A very delicious shell game.

Words fail me.

The only miss of the night was the second cheese, the gorgonzola, which was a bit dry and crumbly for me. The other three, though, were three of the most delicious cheeses I’ve ever met. I’ll be a cheese expert in another life, but for this one I’ll leave the informed cheese criticism to the professionals. We’ll have to make do with this: The first cheese tasted like–and I’m serious–gourmet Easy Cheese and the last two were so creamy and pungent and rich and wilted and salty and complex that I had to bite my lip to stop myself from straight up moaning like Meg Ryan in “When Harry Met Sally.” And the waif of speck tasted like beef jerky snuff. I love beef jerky snuff.

VI. Piemontese hazelnut and caramel tart

Cocoa!

I never wanted to sniff a line of cocoa so badly.

Typically, I eat a bite or two of dessert and call it quits, but not this night. I wanted to taste everything I possibly could. Desert and espresso were, as can be expected at this point, good as hell. We ate up the tart and then finished off the five or six samples they brought out for us, too. And the dessert wine they brought us, we drank that too.

All told, I felt great afterward. Not overly stuffed, but certainly not hungry. We left just enough room to walk down the street to the bar at The Peninsula where we had a drink surrounded by a bunch of business-expensing assholes, witnessed some borderline racism, and talked about how effing amazing our experience at Spiaggia was.
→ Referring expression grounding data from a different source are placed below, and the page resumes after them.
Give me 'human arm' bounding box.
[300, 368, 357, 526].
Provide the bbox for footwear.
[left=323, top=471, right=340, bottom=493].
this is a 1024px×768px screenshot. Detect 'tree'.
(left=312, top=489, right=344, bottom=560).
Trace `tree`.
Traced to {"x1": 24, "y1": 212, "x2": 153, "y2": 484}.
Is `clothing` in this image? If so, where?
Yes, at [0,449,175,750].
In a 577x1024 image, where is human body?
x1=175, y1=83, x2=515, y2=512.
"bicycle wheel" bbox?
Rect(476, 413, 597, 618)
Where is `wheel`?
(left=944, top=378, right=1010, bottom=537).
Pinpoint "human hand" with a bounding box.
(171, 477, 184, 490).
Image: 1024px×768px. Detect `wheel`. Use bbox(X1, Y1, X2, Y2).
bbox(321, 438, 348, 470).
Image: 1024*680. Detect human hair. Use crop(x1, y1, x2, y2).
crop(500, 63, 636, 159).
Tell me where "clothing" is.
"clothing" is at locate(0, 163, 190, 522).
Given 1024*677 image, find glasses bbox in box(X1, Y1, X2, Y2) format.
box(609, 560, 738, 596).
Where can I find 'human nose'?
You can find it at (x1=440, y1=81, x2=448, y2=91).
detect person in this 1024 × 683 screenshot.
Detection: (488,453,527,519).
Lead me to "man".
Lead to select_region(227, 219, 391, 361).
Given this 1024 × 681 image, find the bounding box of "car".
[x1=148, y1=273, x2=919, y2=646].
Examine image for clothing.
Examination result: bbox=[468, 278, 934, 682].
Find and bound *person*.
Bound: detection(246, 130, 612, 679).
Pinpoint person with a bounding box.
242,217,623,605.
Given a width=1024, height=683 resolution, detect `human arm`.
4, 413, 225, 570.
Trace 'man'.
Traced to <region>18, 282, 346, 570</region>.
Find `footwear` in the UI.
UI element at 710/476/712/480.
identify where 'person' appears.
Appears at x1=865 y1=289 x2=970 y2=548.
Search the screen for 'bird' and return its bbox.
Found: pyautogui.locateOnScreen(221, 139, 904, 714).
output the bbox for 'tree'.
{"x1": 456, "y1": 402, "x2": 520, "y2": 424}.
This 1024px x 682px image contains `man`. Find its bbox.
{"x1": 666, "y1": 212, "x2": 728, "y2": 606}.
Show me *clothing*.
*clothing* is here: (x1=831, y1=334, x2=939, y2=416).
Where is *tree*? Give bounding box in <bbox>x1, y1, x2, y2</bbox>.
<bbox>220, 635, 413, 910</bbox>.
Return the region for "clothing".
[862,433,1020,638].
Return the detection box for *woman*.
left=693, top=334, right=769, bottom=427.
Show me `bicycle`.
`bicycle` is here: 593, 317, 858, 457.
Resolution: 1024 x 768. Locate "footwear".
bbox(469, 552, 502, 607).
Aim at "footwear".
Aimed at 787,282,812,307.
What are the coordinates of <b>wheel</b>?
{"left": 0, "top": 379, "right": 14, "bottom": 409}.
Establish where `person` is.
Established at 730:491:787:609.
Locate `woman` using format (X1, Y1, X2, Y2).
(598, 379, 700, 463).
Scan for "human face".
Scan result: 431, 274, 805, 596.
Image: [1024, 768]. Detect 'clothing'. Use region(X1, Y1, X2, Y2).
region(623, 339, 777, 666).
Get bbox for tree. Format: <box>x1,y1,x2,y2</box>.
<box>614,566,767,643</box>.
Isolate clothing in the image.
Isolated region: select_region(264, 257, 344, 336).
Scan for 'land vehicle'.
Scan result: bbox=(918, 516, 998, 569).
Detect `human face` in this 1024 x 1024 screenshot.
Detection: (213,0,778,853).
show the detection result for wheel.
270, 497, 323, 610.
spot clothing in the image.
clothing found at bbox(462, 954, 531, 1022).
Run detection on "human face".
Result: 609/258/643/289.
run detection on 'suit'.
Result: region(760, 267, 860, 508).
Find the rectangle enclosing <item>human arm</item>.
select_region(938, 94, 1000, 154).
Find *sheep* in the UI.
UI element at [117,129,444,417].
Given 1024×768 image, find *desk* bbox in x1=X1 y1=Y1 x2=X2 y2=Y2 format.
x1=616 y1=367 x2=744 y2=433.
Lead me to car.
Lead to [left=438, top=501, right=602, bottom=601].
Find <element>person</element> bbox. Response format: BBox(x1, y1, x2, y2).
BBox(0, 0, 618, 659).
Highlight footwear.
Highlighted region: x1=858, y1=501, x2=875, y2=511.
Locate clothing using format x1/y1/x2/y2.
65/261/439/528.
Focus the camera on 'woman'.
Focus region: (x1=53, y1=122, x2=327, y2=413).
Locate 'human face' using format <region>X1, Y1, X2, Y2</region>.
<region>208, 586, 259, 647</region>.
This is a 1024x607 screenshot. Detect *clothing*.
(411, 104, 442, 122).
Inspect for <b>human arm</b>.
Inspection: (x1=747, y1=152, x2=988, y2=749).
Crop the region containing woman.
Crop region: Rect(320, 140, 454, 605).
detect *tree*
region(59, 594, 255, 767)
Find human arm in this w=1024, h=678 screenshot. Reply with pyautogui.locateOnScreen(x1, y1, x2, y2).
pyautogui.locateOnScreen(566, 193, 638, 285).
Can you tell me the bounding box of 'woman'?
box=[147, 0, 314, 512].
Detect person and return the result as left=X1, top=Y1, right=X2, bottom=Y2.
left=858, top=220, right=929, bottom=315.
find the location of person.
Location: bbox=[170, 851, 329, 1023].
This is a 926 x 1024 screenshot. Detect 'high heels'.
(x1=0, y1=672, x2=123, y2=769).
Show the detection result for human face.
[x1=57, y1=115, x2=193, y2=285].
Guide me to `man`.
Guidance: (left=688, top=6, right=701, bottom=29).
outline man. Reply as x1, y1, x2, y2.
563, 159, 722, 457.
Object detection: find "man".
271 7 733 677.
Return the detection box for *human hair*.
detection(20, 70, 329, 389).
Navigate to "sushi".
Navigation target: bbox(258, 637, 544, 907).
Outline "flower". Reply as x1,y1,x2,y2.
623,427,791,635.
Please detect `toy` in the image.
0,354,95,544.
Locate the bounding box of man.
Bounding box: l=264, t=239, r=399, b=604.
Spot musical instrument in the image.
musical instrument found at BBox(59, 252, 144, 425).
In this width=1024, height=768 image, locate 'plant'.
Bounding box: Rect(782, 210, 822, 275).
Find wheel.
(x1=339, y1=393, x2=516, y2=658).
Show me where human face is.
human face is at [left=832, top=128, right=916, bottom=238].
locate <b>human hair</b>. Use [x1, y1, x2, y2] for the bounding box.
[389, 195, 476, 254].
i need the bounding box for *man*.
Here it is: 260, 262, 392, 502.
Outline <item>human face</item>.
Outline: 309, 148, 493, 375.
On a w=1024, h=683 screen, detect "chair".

It’s the bee’s knees, friends.

7 Comments

  • avatar
    Darwensi December 17, 2008 - 4:04 pm Reply

    Honkala-

    That IS me, shunn. The SU on my tee stands for Sea Urchin cuz I’m steady stabbing muthafuckas.

  • avatar
    dp December 27, 2008 - 11:50 am Reply

    The cheese you didn’t like was the Castelmagno. The order on the plate was different from the order on the menu. i work at spiaggia and we have taken the castelmagno off of this menu.

  • avatar
    john December 27, 2008 - 4:29 pm Reply

    thanks for the information, dp.

    i need to find either of the last two cheeses again. i might be raiding your dumpster soon.

  • avatar
    Roy December 29, 2008 - 4:26 pm Reply

    Guess it’s time to go suit shopping . . .

  • avatar
    Mentor November 14, 2009 - 8:08 am Reply

    5 words, best fuckin resturaunt review ever. After reading this I’ve found the place I’ll take my girlfriend for her birthday. Garaunteed poon.

  • avatar
    Maureen April 27, 2010 - 8:24 pm Reply

    Went there one time a few years back and wasn’t impressed. Too much money and not much food. I found nothing memorable about the experience. Had I had a tasting menu, perhaps I would have had more luck. I had fish and there was absolutely nothing about it that warranted the price. Had better fish at other restaurants that were much cheaper. Wouldn’t recommend it.